The whole sequence of events, from the “folles amours” of Lyons to the
sharp sickness at Asti, has suggested to historians, who have no medical
theory to advocate, that it was not really _petite vérole_ that the king
suffered from, but _grosse vérole_. Martin says that Charles VIII.
recommenced at Asti his Lyons follies and that he became violently sick,
“of the smallpox, says one, or, perhaps, of a new malady which began to
show itself in Europe,” meaning syphilis. To show that such infection was
already possible, he quotes an ordinance of the provost of Paris April 15,
1488, enjoining “the leprous” to leave the capital.

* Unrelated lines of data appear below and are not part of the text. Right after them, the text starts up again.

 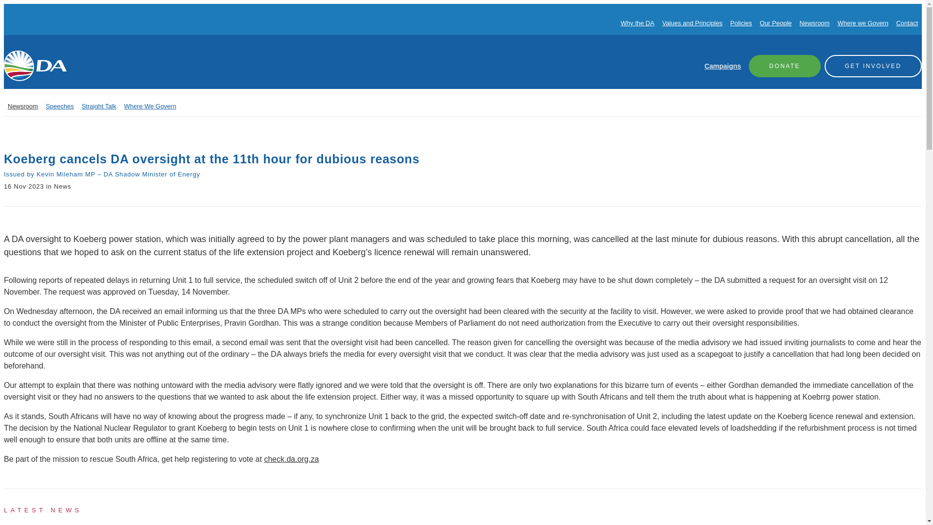 I want to click on check.da.org.za, so click(x=292, y=459).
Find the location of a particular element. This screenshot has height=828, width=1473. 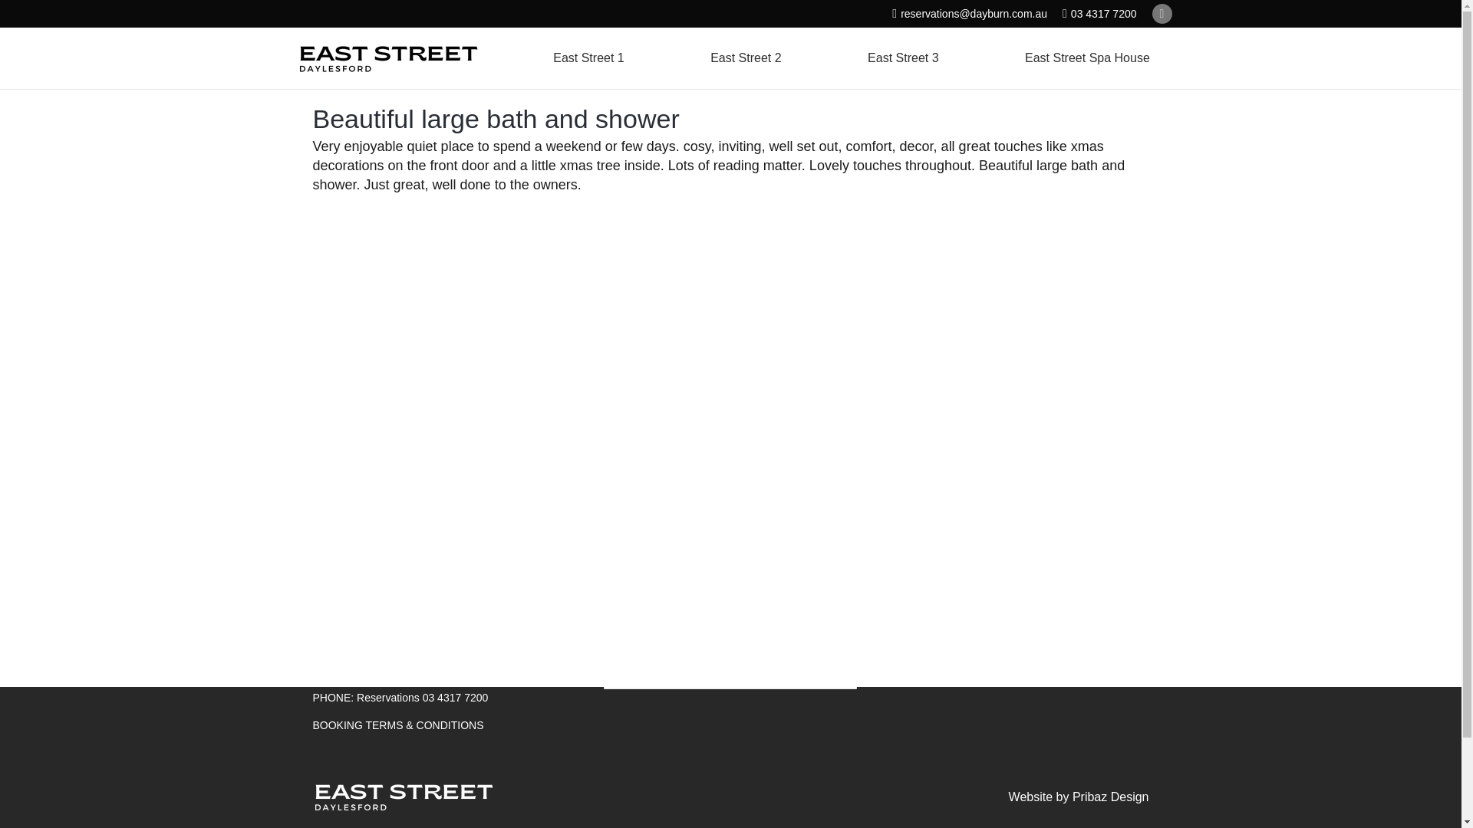

Go! is located at coordinates (832, 674).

This is very like
Edward III.’s order to the London “lepers” a century and a half earlier,
in which the reasons given (the frequenting of stews, the pollution of
their breath, &c.) point somewhat clearly to the nature of their
“leprosy.” An order for the banishment of “lepers” from Paris in 1488 must
have been occasioned by some unusual risk of contamination, just as the
London order of 1346 would have been. It is in that sense that the French
historian regards it; the ordinance, he says, “concernait probablement
déjà les syphilitiques confondus avec les lépreux[868].”

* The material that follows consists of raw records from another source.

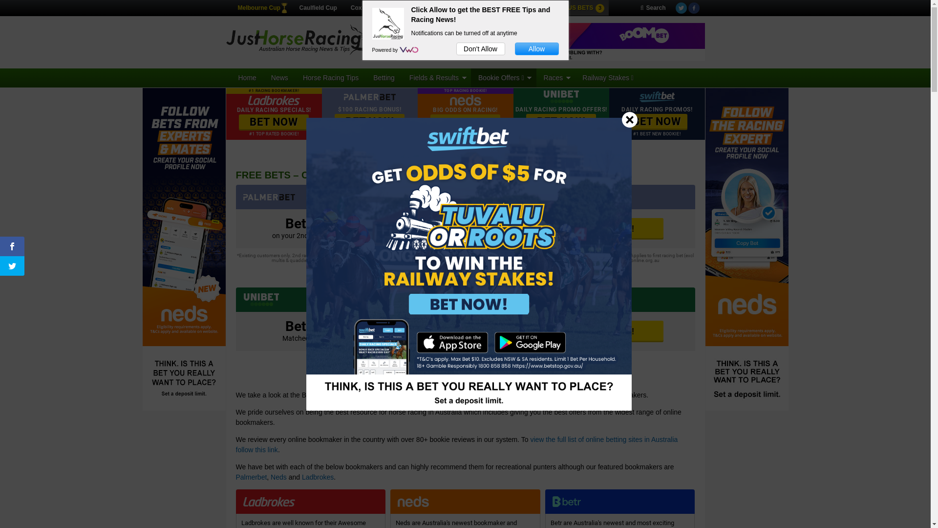 This screenshot has height=528, width=938. I want to click on BET NOW, so click(657, 122).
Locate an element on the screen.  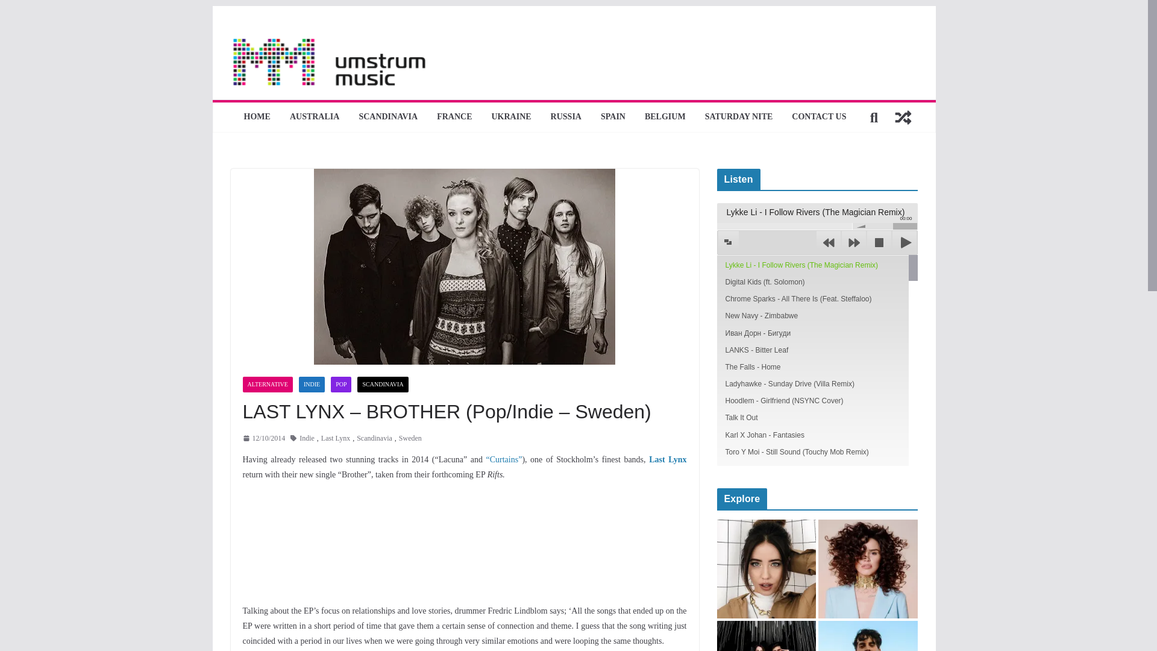
CONTACT US is located at coordinates (819, 117).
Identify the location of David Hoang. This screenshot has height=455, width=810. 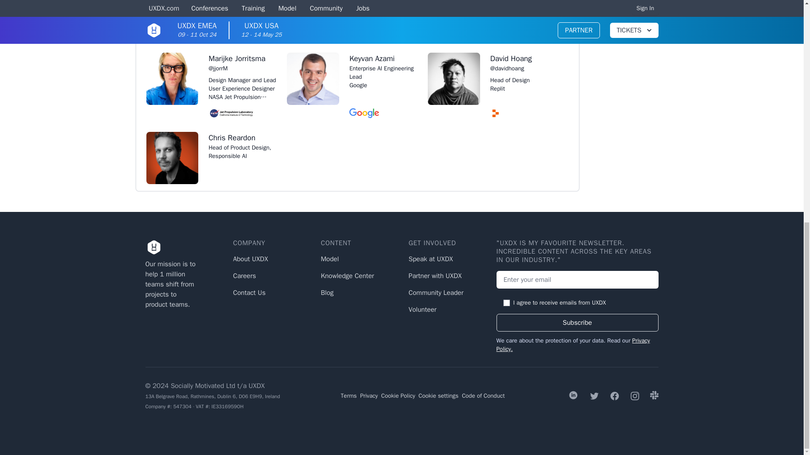
(524, 59).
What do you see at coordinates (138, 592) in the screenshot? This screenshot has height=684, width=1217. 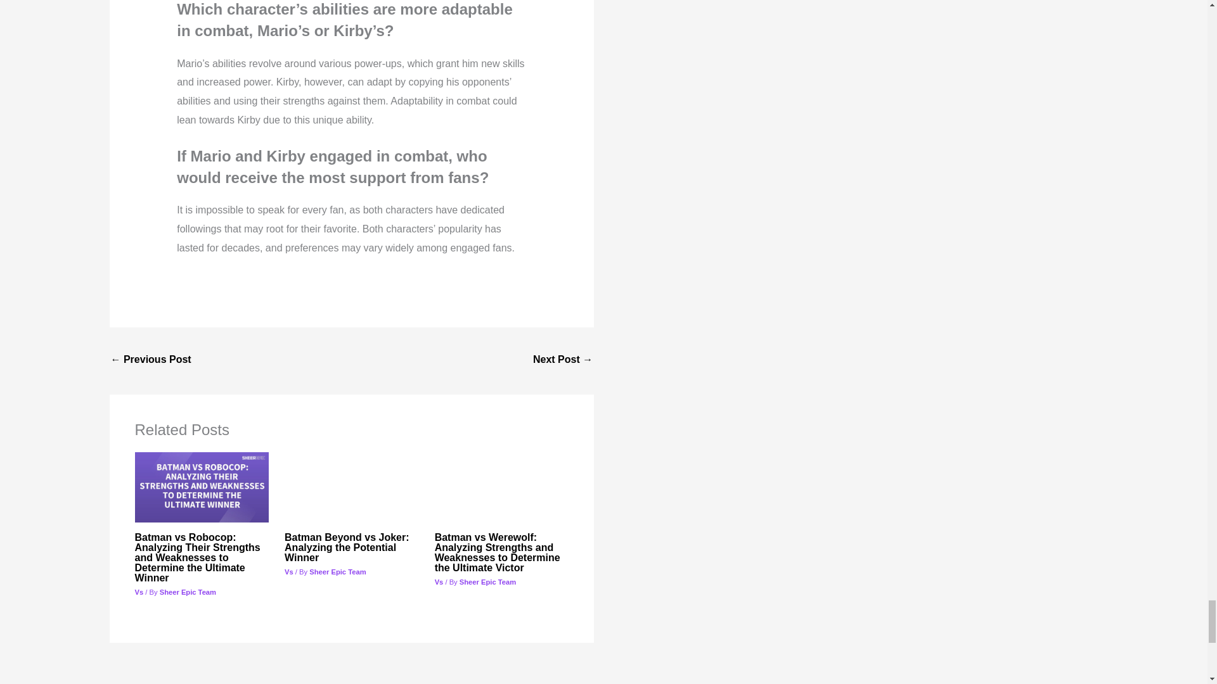 I see `Vs` at bounding box center [138, 592].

De Comines, who is the authority for the diagnosis of smallpox, had
inserted the word _petite_ before _verolle_ for reasons best known to
himself. I shall show in the next chapter, upon smallpox and measles in
England, that the ambiguous teaching of the faculty as to the nature and
affinities of the pox proper within the first years of its epidemic
appearance gave a ready opportunity of calling the _grosse vérole_ by the
name of _petite vérole_ in circumstances where it was polite, or prudent,
or convenient so to do. The only importance of a correct diagnosis of the
king’s malady is that the case of one would have been the case of many.
The indications all point to a somewhat unusual prevalence of _lues
venerea_ previous to the autumn of 1494, in the luxurious provinces of
southern France as well as in the capital. Beyond doubt, the malady had
already spread by contagion to the great Spanish ports nearest the Gulf of
Lyons. The expedition of Charles VIII. passed through that region on its
route over the Alps. According to Sebastian Brant, it was the French who
brought the disease into Liguria, and, according to Grünbeck, it issued,
_Gallico tractu, ab occidentali sinu_, gathered like a dense cloud _super
Insubriam_ (the Milanese), and was thence dispersed, as if by the winds,
over the whole province of Liguria.
But for the circumstances of the military expedition of 1494, and the
state of war in Italy for two years after, it is conceivable that the
unusual prevalence in France of a very ancient malady would have had
little interest for Europe at large, although the cities on the nearest
coast of Spain appear to have already shared the infection. That unusual
prevalence in the south of France has in it nothing of mystery; the period
was the end of the Middle Ages, distinguished by a revival of learning, of
trade and commerce,--a revival of most things except morals. But, assuming
that there was such unusual prevalence above the ancient and medieval
level, it may still seem unaccountable that a great European epidemic, of
a most disastrous and fatal type, should have been engendered therefrom.
There are, however, many parallel cases, on a minor scale from modern
times, of a peculiar severity of type, of inveteracy, and of
communicability by unusual ways, having been cultivated from commonplace
beginnings, among unsophisticated communities about the Baltic and
Adriatic, the people being without resident doctors and unfamiliar with
such a disease and its risks. These have been collected and analyzed by
Hirsch, whose conclusion is that “the mode of origin, and the character of
these endemics of syphilis, appear to me to furnish the key to an
understanding of the remarkable episode of the disease in the 15th
century,--an episode which entirely resembles them as regards its type,
and differs from them only as regards extent[869].”
Referring the reader for farther particulars to the work quoted, I shall
leave the antecedents of the epidemic of pox in the end of the 15th
century to be judged of according to the probabilities thus far stated.